Professor Zhang attributes Mr. Xi’s rapid ascent to power to his unique political background. Unlike Mr. Hu, Mr. Xi comes from an elite political lineage. His father, Xi Zhongxun, was an influential Party elder, who started out as a Red revolutionary who fought alongside Mao Zedong, and later rose to become a top leader and associate of Deng’s in the 1980s. He was purged by Mao in the 1960s, imprisoned and suffered abuse, before being rehabilitated to become a top Party leader.

The children of many of the elder Xi’s contemporaries, who grew up together during the turbulent days of Maoism, saw their families experience similar fates. Today, the second Red generation — or hongerdai as they are known in China — occupy the highest positions of power in Chinese politics and industry, colloquially referred to as the “party of Princelings” or taizidang — a clutch of families that command special political capital within the CPC.

They include the children of former Party elders who rose to the top along with Deng Xiaoping in the 1980s, such as Bo Xilai, another prominent “princeling” who climbed to the top of the party before his fall from grace last year over a scandal. Children of revolutionary leaders have also made their mark — and fortunes — as China’s economy soared, heading China’s most powerful banks and State-run corporations.
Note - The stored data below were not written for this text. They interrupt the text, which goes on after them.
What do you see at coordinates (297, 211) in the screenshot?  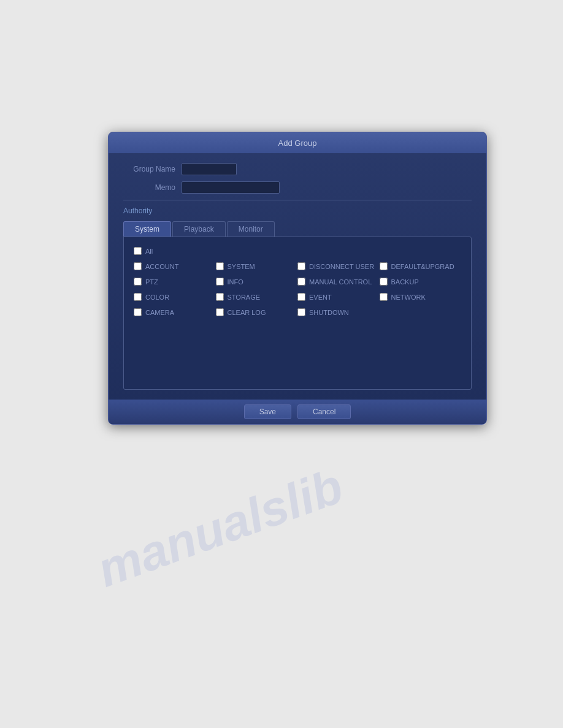 I see `authority-label: Authority` at bounding box center [297, 211].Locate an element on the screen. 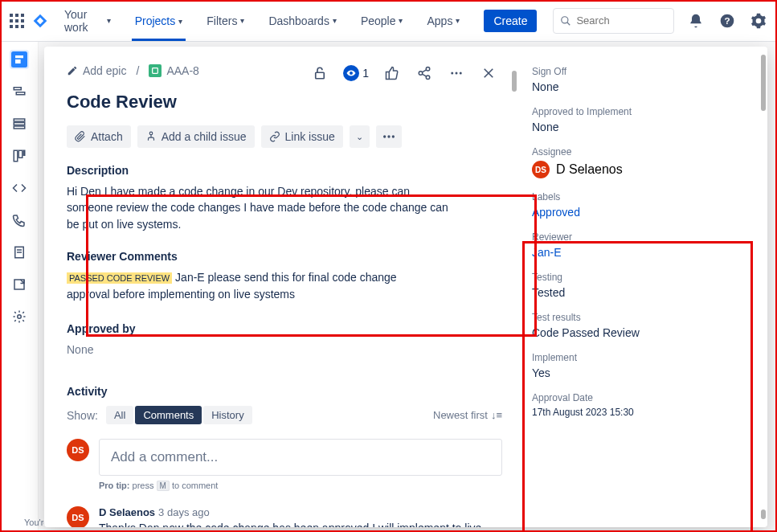 The height and width of the screenshot is (532, 777). tab-all: All is located at coordinates (120, 415).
Zhang Lifan has closely followed their changing stories over the turbulent past six decades of the People’s Republic from a unique vantage point. A historian by training, he spent many years at the influential Chinese Academy of Social Sciences.

He subsequently left the academy to become an independent and outspoken commentator. His father, Zhang Naiqi, was an eminent activist and pro-democracy politician, who was purged during the anti-Rightist campaign of the late 1950s.
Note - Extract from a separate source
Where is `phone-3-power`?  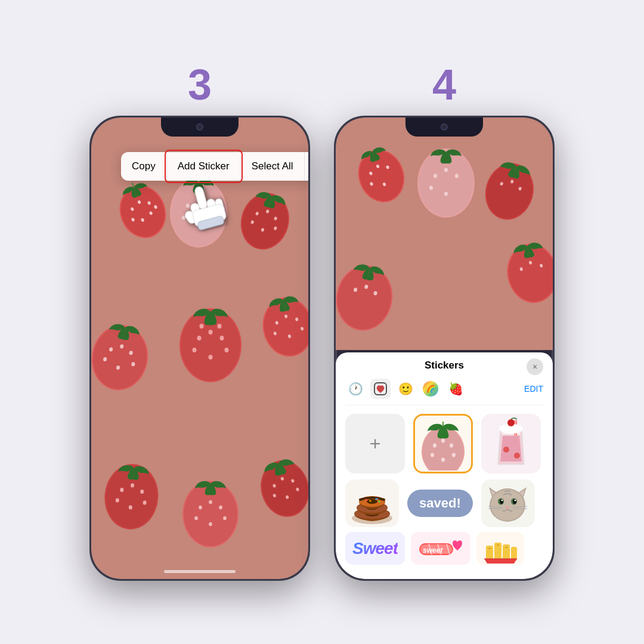 phone-3-power is located at coordinates (309, 250).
In the past few decades, he has watched his contemporaries — many of whom witnessed similar horrors inflicted on their parents by Mao Zedong’s foot soldiers — rise to the top of China’s political system.

Their Red background, he says, will inform their decision-making, and likely emerge as both an asset and a liability.

“I come from the same political environment and time as the Princelings,” he said. “They want to have a strongman to lead the CPC out of today’s troubles. They are reluctant about diluting their political control, but they know they need economic growth to enhance their legitimacy. But they are facing a dilemma, because they know liberalisation of economics will lead to social and political democratic demands.”

Mr. Xi is already demonstrating “authority we did not see in Hu’s era” by centralising decision-making. Only on Monday, Mr. Xi was chosen by the Politburo to head “a leading group for overall reform” that will set policies for economic and political reforms. Under Mr. Hu Jintao, however, economic responsibility was shared with the Chinese Premier or head of the government, Wen Jiabao.

“What is happening is that power is being moved out of the Politburo out to other institutions, such as the reform leading group or the newly established national security commission, to give Xi greater authority,” Professor Zhang said.

While Mr. Xi’s “political capital” may, in a sense, hence emerge as an asset, enabling more nimble and centralised policy planning, Professor Zhang said it is also a liability when it comes to the issue of political reforms and bringing much-needed checks to the untrammelled power at the top of the party.

“The princelings are like a family, so they worry about the party’s interests the most,” he said.

“If you look at the anti-corruption campaign, there is such a concern about external supervision that they are attempting to solve the problem only within the system. What the princelings are trying to be”, he added, “is both the referee and the player in a game”.